[lit-ideas] Miller and culture

  • From: "Steven G. Cameron" <stevecam@xxxxxxxxxxxx>
  • To: lit-ideas@xxxxxxxxxxxxx
  • Date: Mon, 14 Feb 2005 12:50:55 -0500

**We've previously discussed the unfortunate dumbing down of current 
culture. Bob Herbert, in the following _NY Times_ op-ed piece, 
eloquently considers the problem while mourning the passing of the fine 
thinker and playwright, Arthur Miller. A question Herbert doesn't 
(sufficiently) raise is how might it be possible to reverse this trend 
-- is anyone listening -- does anyone care enough??

TC,

/Steve Cameron, NJ

------

OP-ED COLUMNIST
The Public Thinker
By BOB HERBERT

Published: February 14, 2005


Arthur Miller, in his autobiography, "Timebends," quoted the great 
physicist Hans Bethe as saying, "Well, I come down in the morning and I 
take up a pencil and I try to think. ..."

It's a notion that appears to have gone the way of the rotary phone. 
Americans not only seem to be doing less serious thinking lately, they 
seem to have less and less tolerance for those who spend their time 
wrestling with important and complex matters.

If you can't say it in 30 seconds, you have to move on. God made man and 
the godless evolutionists are on the run. Donald Trump ("You're fired!") 
and Paris Hilton ("That's hot!") are cultural icons. Ignorance is in. 
The nation is at war and its appetite for torture may be undermining the 
very essence of the American character, but the public at large seems 
much more interested in what Martha will do when she gets out of prison 
and what Jacko will do if he has to go in.

Mr. Miller's death last week meant more than the loss of an outstanding 
playwright. It was the loss of a great public thinker who believed 
strongly, as Archibald MacLeish had written, that the essence of America 
- its greatness - was in its promises. Mr. Miller knew what ignorance 
and fear and the madness of crowds, especially when exploited by 
sinister leadership, could do to those promises.

His greatest concerns, as Charles Isherwood wrote in Saturday's Times, 
"were with the moral corruption brought on by bending one's ideals to 
society's dictates, buying into the values of a group when they conflict 
with the voice of personal conscience."

The individual, in Mr. Miller's view, had an abiding moral 
responsibility for his or her own behavior, and for the behavior of 
society as a whole. He said that while writing "The Crucible," "The 
longer I worked the more certain I felt that as improbable as it might 
seem, there were moments when an individual conscience was all that 
could keep a world from falling."

For the United States, which launched a misguided, pre-emptive war in 
Iraq, is shipping prisoners off to foreign countries to be tortured and 
has pressed the rewind button on matters of social progress, this may be 
one of those moments.

Reading Miller again, and looking back on his life, it's interesting to 
see some of the differences he has spotlighted in two sharply defined 
eras: the Depression-wracked 1930's and the prosperous, postwar 1950's. 
"It was not that people were more altruistic," he wrote in "Timebends," 
"but that a point arrived - perhaps around 1936 - when for the first 
time unpolitical people began thinking of common action as a way out of 
their impossible conditions. Out of dire necessity came the surge of 
mass trade unionism and the federal government's first systematic relief 
programs, the resurgent farm cooperative movement, the TVA and other 
public projects that put people to work and brought electricity to vast 
new areas, repaired and built new bridges and aqueducts, carried out 
vast reforestation projects, funded student loans and research into the 
country's folk history - its songs and tales collected and published for 
the first time - and this burst of imaginative action created the sense 
of a government that for all its blunders and waste was on the side of 
the people."

By the early 50's the agony of the Depression was gone. McCarthyism was 
in flower and the dean of Mr. Miller's alma mater, the University of 
Michigan, was complaining that his students' highest goal was to fit in 
with corporate America rather than separating truth from falsehood.

The dean, Erich Walter, said, "They become experts at grade-getting, but 
there's less hanging round the lamppost now, no more chewing the fat," 
or, as Mr. Miller put it, "speculating about the wrongs of the world and 
ideal solutions, something no employer was interested in, and might even 
suspect."

Mr. Miller understood early that keeping the population entertained was 
becoming the paramount imperative of the U.S. We're now all but buried 
in entertainment and the republic is running amok. Mr. Miller is gone, 
and if we're not wise enough to pay attention, his uncomfortable truths 
will die with him. (He felt, among other things, that most men and women 
knew "little or nothing" about the forces manipulating their lives.)

Anyway, the Grammys were last night and Michael Jackson's trial resumes 
today.

Arthur Miller? Broadway dimmed its lights Friday night. His country may 
decide that's enough of a tribute and it's time to move on.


■ WHAT IS NEEDED: Please work out the number of lines in the following material that include "States", and reply with only that number.
------------------------------------------------------------------------
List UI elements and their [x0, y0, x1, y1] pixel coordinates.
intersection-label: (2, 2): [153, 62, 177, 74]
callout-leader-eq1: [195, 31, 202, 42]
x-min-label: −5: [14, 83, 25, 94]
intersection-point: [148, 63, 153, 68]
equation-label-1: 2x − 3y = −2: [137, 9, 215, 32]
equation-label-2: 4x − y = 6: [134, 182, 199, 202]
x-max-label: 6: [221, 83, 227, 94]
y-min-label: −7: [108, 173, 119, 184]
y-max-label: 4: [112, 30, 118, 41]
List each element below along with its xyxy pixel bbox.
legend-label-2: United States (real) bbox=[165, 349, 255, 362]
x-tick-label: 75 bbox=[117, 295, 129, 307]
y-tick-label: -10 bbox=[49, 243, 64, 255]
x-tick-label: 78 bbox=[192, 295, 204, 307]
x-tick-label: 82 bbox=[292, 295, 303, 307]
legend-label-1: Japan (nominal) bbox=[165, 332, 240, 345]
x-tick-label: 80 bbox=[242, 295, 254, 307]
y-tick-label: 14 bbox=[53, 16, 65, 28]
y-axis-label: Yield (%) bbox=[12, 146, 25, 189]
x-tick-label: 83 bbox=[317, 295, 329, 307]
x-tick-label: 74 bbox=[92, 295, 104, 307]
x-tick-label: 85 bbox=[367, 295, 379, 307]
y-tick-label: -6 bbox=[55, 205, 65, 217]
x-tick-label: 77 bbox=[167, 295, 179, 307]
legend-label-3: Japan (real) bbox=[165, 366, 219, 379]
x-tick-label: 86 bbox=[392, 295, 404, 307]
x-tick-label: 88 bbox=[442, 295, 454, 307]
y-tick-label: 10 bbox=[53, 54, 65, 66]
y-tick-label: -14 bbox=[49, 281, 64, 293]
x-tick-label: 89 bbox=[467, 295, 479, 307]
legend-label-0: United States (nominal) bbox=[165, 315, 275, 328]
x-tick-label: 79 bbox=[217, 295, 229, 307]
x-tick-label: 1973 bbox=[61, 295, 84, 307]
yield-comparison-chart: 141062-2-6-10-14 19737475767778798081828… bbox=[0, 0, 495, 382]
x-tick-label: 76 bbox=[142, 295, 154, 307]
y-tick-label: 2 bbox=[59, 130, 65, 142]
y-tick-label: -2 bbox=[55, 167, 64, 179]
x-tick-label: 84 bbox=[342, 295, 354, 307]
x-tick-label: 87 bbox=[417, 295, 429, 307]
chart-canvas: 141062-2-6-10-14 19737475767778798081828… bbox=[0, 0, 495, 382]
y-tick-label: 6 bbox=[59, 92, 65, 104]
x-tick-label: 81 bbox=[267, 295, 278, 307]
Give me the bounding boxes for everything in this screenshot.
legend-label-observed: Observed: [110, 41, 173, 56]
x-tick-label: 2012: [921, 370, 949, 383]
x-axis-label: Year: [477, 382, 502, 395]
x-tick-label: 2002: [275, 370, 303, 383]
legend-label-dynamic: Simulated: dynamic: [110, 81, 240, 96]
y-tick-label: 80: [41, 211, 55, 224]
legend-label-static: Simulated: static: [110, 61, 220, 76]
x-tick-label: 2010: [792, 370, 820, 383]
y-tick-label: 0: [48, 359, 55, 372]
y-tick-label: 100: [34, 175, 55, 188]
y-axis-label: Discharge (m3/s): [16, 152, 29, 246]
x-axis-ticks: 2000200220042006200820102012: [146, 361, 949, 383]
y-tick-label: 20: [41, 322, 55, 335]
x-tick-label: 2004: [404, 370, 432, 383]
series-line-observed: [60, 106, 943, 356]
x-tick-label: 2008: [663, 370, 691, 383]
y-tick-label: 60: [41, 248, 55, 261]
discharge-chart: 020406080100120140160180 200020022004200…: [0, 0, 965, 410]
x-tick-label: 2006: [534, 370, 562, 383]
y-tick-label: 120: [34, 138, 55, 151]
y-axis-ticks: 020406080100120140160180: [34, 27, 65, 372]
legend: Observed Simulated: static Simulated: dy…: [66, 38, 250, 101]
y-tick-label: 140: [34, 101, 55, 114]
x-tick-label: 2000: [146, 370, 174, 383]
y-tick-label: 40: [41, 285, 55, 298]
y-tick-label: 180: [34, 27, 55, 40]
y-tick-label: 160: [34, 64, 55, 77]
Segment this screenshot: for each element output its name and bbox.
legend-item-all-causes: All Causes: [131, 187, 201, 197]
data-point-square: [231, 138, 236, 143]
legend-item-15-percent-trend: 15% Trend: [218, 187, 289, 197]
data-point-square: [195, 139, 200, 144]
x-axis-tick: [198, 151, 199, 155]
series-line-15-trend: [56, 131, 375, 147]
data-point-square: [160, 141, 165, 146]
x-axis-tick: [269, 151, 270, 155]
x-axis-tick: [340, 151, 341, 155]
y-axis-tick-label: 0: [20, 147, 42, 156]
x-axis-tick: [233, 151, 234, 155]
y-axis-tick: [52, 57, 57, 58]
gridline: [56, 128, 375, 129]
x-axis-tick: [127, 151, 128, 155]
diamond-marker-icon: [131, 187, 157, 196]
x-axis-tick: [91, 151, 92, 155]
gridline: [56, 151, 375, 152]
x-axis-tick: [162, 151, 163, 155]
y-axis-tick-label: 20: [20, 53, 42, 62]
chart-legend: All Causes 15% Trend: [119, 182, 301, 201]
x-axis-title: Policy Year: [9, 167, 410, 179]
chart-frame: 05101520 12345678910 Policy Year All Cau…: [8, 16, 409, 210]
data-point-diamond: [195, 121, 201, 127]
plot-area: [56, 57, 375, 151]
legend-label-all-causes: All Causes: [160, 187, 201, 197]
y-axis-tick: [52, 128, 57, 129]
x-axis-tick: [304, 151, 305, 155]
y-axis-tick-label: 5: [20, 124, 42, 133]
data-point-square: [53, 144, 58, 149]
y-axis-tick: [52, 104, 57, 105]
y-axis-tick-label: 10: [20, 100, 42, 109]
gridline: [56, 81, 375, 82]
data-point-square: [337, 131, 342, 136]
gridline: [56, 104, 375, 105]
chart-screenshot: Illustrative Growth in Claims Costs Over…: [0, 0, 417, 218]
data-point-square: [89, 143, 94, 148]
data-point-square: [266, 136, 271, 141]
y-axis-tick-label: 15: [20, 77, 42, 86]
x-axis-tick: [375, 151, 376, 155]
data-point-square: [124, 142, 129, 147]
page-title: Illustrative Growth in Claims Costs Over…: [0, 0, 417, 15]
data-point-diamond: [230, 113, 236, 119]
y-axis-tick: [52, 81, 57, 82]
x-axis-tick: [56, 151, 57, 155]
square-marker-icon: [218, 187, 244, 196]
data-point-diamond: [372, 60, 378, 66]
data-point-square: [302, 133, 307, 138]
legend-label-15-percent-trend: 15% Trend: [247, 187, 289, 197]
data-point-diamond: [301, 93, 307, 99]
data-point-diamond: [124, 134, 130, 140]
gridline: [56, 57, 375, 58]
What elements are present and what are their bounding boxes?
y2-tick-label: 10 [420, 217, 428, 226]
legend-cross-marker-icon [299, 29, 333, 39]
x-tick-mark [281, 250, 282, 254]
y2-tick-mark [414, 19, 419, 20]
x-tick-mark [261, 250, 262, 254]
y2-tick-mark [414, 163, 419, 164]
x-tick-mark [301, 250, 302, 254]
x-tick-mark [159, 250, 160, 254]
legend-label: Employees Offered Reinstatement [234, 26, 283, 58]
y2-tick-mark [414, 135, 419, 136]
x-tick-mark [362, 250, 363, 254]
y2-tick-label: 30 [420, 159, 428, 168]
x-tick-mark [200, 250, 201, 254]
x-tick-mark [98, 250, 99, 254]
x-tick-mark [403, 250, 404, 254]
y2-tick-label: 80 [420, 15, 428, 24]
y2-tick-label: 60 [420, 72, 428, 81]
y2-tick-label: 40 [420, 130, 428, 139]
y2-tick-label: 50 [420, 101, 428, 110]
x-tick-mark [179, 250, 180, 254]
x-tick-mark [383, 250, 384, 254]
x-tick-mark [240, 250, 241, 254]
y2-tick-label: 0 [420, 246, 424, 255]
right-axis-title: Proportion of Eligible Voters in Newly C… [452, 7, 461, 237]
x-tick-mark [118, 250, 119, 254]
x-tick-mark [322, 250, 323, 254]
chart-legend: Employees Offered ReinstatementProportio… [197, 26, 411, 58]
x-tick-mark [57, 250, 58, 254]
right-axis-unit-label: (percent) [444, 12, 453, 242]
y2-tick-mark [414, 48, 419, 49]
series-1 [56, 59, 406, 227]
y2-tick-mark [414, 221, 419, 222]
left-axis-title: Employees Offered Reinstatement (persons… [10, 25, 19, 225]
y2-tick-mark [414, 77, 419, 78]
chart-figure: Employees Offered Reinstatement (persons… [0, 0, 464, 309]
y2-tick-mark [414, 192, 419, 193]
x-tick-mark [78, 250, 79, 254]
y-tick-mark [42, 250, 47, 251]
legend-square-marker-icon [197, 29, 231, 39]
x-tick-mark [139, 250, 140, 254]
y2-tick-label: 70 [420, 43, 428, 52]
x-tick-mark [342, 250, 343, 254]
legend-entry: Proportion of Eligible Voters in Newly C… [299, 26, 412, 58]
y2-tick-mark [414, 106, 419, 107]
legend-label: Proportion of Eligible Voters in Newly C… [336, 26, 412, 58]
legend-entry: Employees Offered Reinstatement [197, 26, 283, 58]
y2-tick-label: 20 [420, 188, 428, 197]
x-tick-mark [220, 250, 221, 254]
------------------------------------------------------------------------
■ PROBLEM SOLUTION: 2